Wharton

Chambers's Encyclopaedia, Volume 10: Swastika to Zyrianovsk and Index, p. 624–625

Wharton, PHILIP WHARTON, DUKE OF, was the son of Thomas Wharton (1640-1714), who in 1706 was created Earl, and in 1714 Marquis, of Wharton—an eminent Whig statesman, the reputed author of Lillibullcro (q.v.), and Lord-lieutenant of Ireland from 1708 until after the fall of the Godolphin administration in 1710. Macaulay says he was licentious and corrupt; but the faults of his Irish administration were largely redeemed by his appointment of Addison as Chief-secretary. Philip, born in December 1698, was educated at home by his father, who aimed at making him a great orator, a Whig in politics, and a Presbyterian in religion. In a boyish freak he contracted a Fleet marriage with the daughter of a Major-general Holmes. The shock is said to have killed both his parents. Wharton soon parted from his wife, and in 1716 went abroad with a French Huguenot tutor, to be brought up at Geneva. He contracted debts, spurned the restraints of his tutor, and running away to Avignon accepted, it is said, from the Old Pretender the title of Duke of Northumberland. He next visited Paris, and after various extravagances set out for Ireland, where, minor though he still was, he was allowed to take his seat in the House of Peers. He soon displayed such splendid abilities in debate, and supported the government with so much zeal, that he was, January 20, 1718, raised to the highest rank in the English peerage. He did not take his seat in the English House of Peers until 1720. Here he opposed with much warmth the government measure on the South Sea Bill, and the bill of pains and penalties against Bishop Atterbury. His affairs became hopelessly involved by his extravagance, so that, although he had succeeded to an estate of £16,000 a year, he was soon compelled to accept a yearly allowance of £1200 from his creditors. He set up a political paper, called the True Briton (74 numbers, 1723-24), and lost no occasion of speaking, as well as writing, against the ministry and the court. In 1724 he set out for Vienna, and then visited Madrid, where he was served with an order from the Privy Seal to return home. He treated the order with contempt, and afterwards went to Rome, and appeared openly at the court of the Pretender, from whom he accepted the Order of the

Garter. He now assumed the title of Duke of Northumberland. In 1727 he fought with the Spaniards and against his countrymen at the siege of Gibraltar. This last mad act lost him his English title and estates, and led to his conviction under a bill of indictment for high-treason. He refused to make his submission to the government; and the rest of his life was passed in France and Spain, at one moment squandering his precarious supplies of money in drunkenness and luxury, and at another suffering the extremest poverty.

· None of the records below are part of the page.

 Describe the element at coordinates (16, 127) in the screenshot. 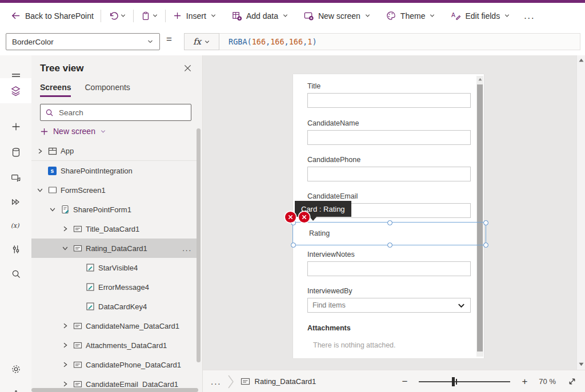

I see `rail-insert-button` at that location.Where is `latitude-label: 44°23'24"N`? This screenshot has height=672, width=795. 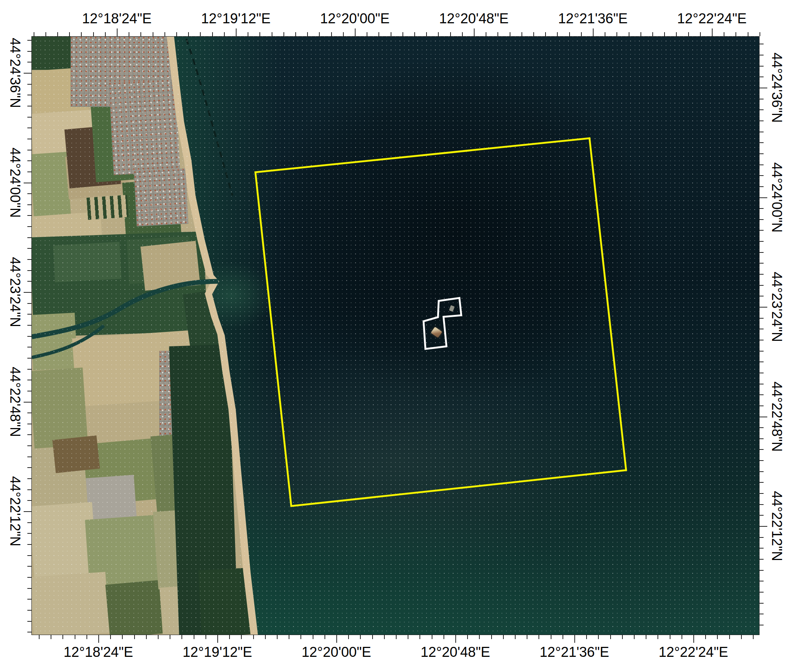
latitude-label: 44°23'24"N is located at coordinates (15, 292).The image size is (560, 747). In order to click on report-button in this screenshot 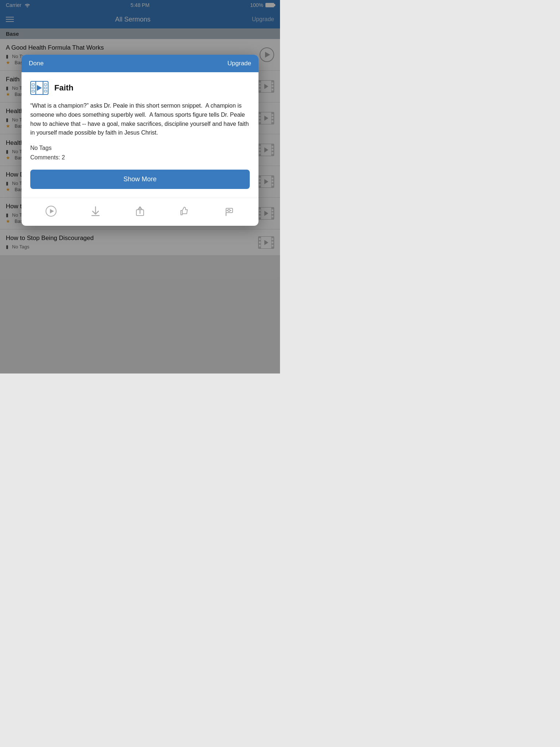, I will do `click(229, 211)`.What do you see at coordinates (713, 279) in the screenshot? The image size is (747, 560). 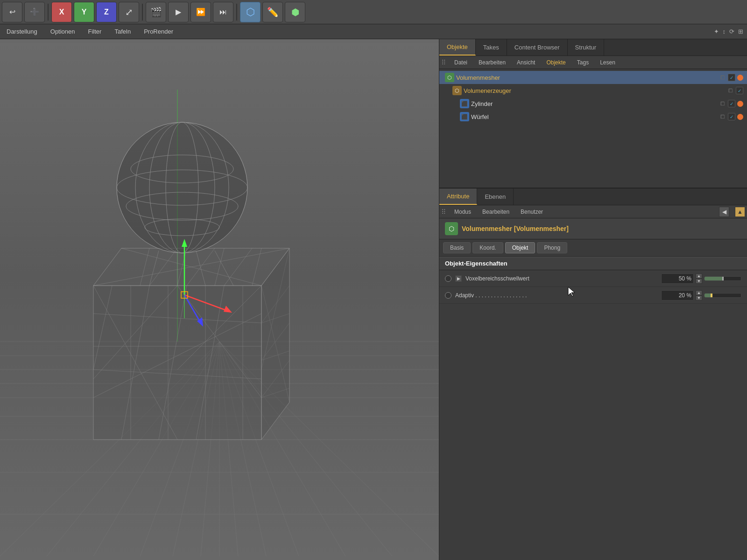 I see `voxel-slider-fill` at bounding box center [713, 279].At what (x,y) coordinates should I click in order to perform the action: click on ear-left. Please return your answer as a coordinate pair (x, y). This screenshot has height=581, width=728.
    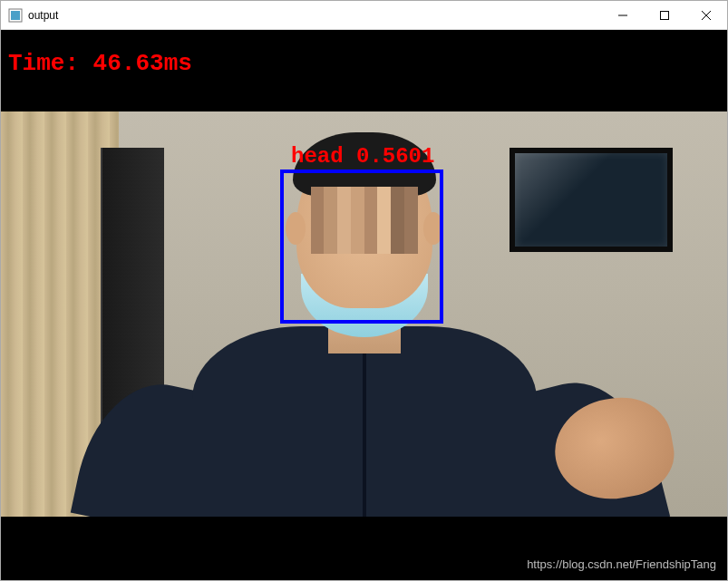
    Looking at the image, I should click on (296, 228).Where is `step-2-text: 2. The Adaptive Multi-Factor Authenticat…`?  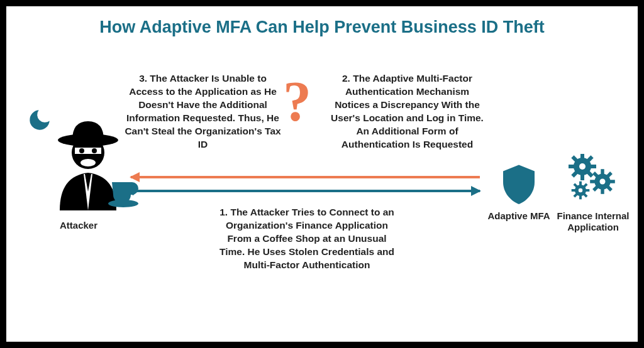
step-2-text: 2. The Adaptive Multi-Factor Authenticat… is located at coordinates (408, 112).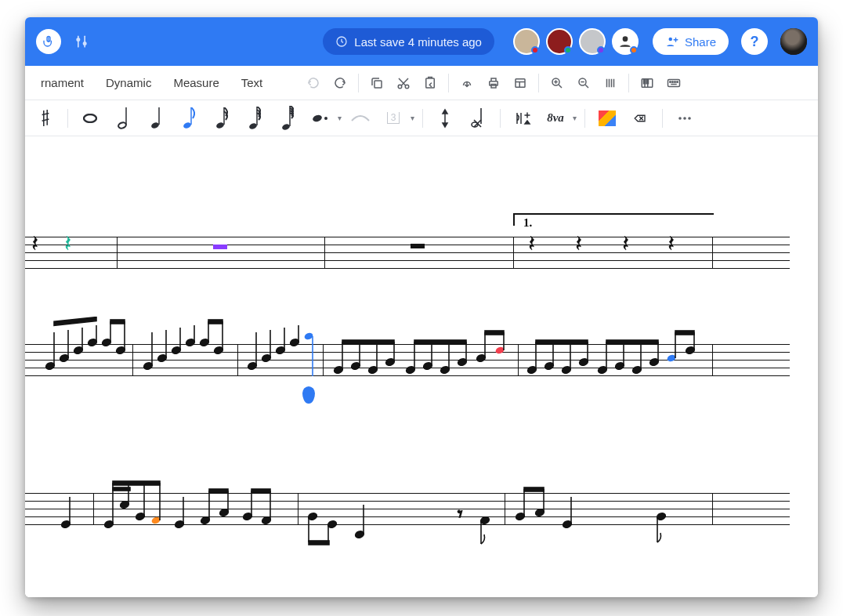 This screenshot has height=616, width=843. I want to click on tie-button, so click(360, 118).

He died in a miserable condition at a Bernardine convent in Catalonia, May 31, 1731. His brilliant talents and wasted life were sketched by Pope in his Moral Essays, in the lines beginning, 'Wharton, the scorn and wonder of our days.'

See the Life and Writings of Philip, late Duke of Wharton (2 vols. 1732), and The Poetical Works of Philip, late Duke of Wharton, and of the Duke's Intimate Acquaintance (2 vols. 1727); and the Life of him by J. R. Robinson (1896).